──────── Exercise inputs ────────

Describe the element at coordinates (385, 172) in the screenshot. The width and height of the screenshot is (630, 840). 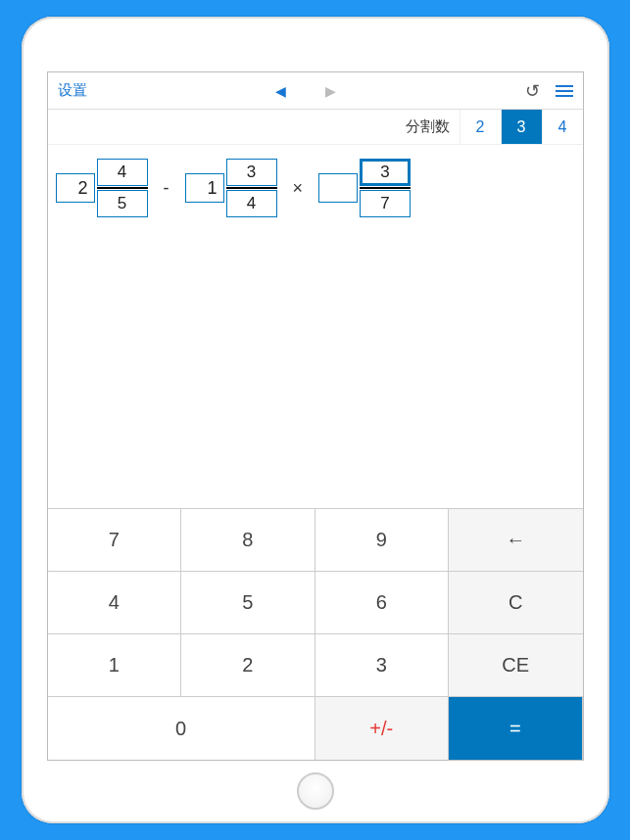
I see `numerator-input-3: 3` at that location.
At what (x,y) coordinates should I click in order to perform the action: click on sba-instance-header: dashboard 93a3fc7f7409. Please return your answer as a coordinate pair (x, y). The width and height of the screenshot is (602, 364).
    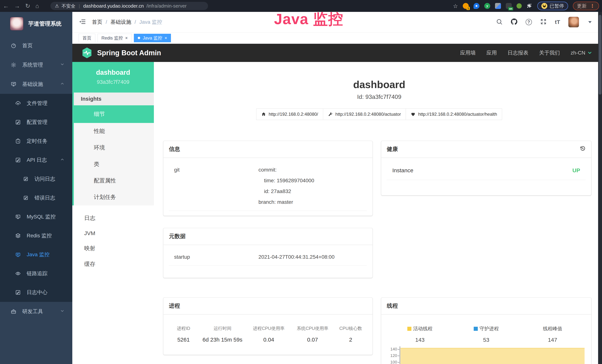
    Looking at the image, I should click on (113, 77).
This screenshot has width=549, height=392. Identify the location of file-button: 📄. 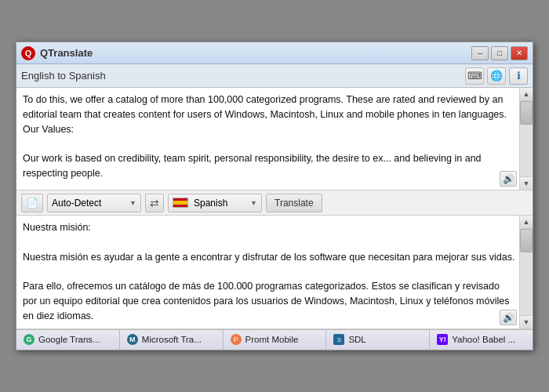
(32, 203).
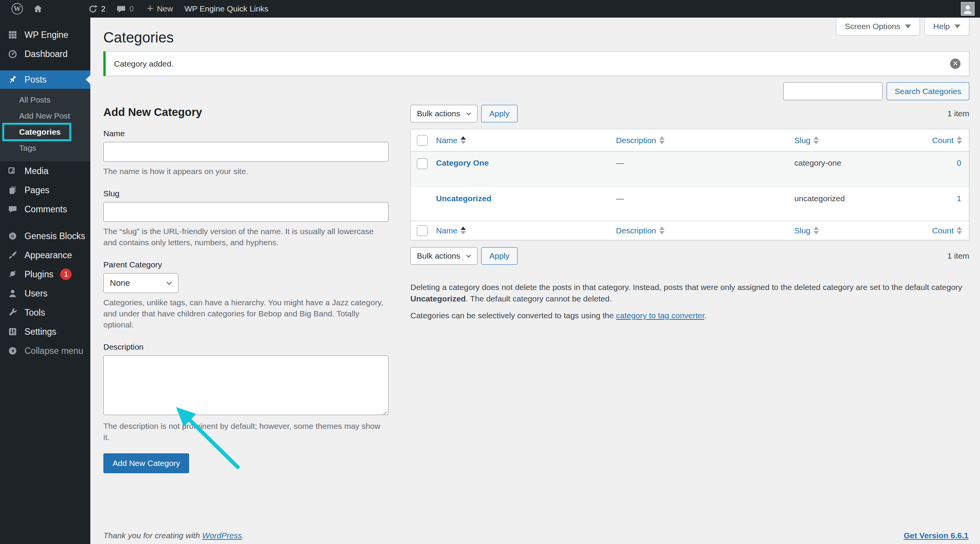 This screenshot has width=980, height=544. What do you see at coordinates (246, 112) in the screenshot?
I see `form-heading: Add New Category` at bounding box center [246, 112].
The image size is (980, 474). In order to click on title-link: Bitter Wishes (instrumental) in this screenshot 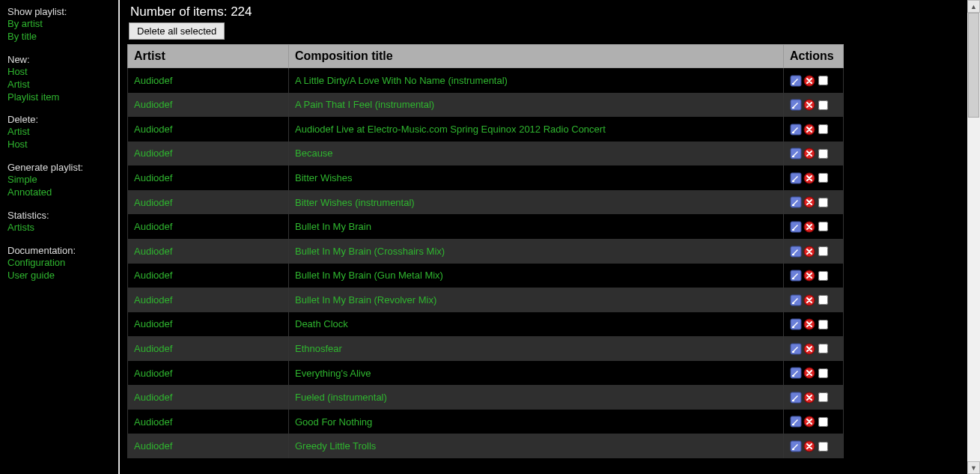, I will do `click(355, 202)`.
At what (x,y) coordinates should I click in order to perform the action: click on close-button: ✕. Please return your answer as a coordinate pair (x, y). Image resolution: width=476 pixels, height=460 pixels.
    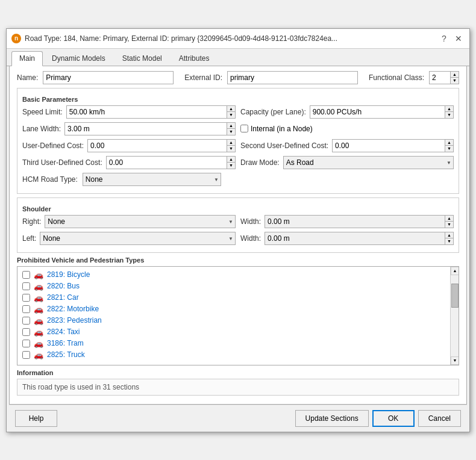
    Looking at the image, I should click on (459, 39).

────────

• What you are asked to do: From the line containing "pixels, height=460 pixels." down to the final line of the material, restate every line word for word, and only those; drop the pictures.

• Response area:
At what (x,y) coordinates should I click in order to perform the action: click on close-button: ✕. Please return your answer as a coordinate pair (x, y). Image resolution: width=476 pixels, height=460 pixels.
    Looking at the image, I should click on (459, 39).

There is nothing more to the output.